The following creates the string “Sally2” by converting the integer 2 to a string and concatenating it to the string “Sally”:
"Sally" + 2
For more information about the String
class, see the Online
Java API Documentation maintained by Sun Microsystems.
For each of the following problems, design a recursive algorithm to solve the problem, code the algorithm in Java, and prove that the algorithm is correct.
Think about the proof while designing each algorithm, not afterwards. For example, while designing an algorithm’s base case, think about why that code correctly solves the smallest instance of the problem; while designing the recursive case, think about why, if recursive messages correctly solve smaller problems, the recursive case correctly solves a larger problem. Such concurrent design and proof greatly increases the chances of designing a correct algorithm on the first try, and generally makes the algorithms easier to develop.

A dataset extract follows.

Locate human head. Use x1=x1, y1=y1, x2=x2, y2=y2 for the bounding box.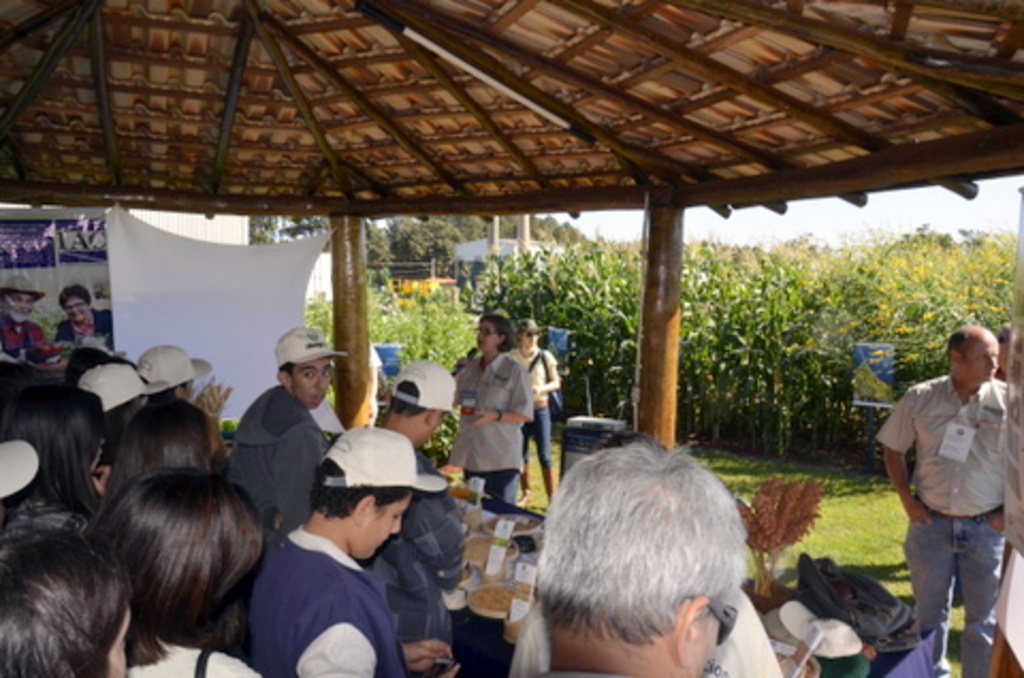
x1=998, y1=324, x2=1018, y2=373.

Design, code, and prove correct a recursive algorithm that makes a robot move forward until it comes to a wall, and then come half way back to where it started. As the robot moves towards the wall, it should paint the tiles it comes to green; as it comes back, it should paint tiles yellow (this provides a way to see at the end where the robot started, and whether it moved back the right distance).
To say precisely what this method should do, suppose the robot starts with n tiles between it and the wall (not counting the tile the robot is on, i.e., n = 0 if the robot is next to a wall). Then the method’s postconditions are
Code this algorithm as a method of a subclass of the Robot
class.
See the information on Robots and Constructors
in Subclasses in the “Background” section
for information on using the robot and writing subclasses of it.
Design, code, and prove correct a recursive algorithm that takes a non-negative integer as its parameter, and that returns a string containing the binary representation of that integer. A review of Binary Numbers appears in the “Background” section of this document.
Code this algorithm as a static method of the main class.
Design, code, and prove correct a recursive algorithm that takes a string as its parameter, and that returns the reversal of the string (i.e., the string written backwards). More formally, the algorithm’s main postcondition is that if the input is an n-character string, c1c2…cn-1cn, then the output is the string cncn-1…c2c1. For example, reversing “abcd” yields “dcba”.
Information on Java Strings and some messages to them that are likely to be useful in this exercise appears in the “Background” section of this document.
Code this algorithm as a static method of the main class.
Students can download both Robot.java and RobotRoom.java from the Web.
Documentation on both classes is also available on the Web. The main documentation page is an index to documentation for all the Java classes written for use with Algorithms and Data Structures: The Science of Computing. To see the documentation for a specific class, click on that class’s name in the left-hand panel of the page.
Turn in your solution to this exercise as directed by your instructor.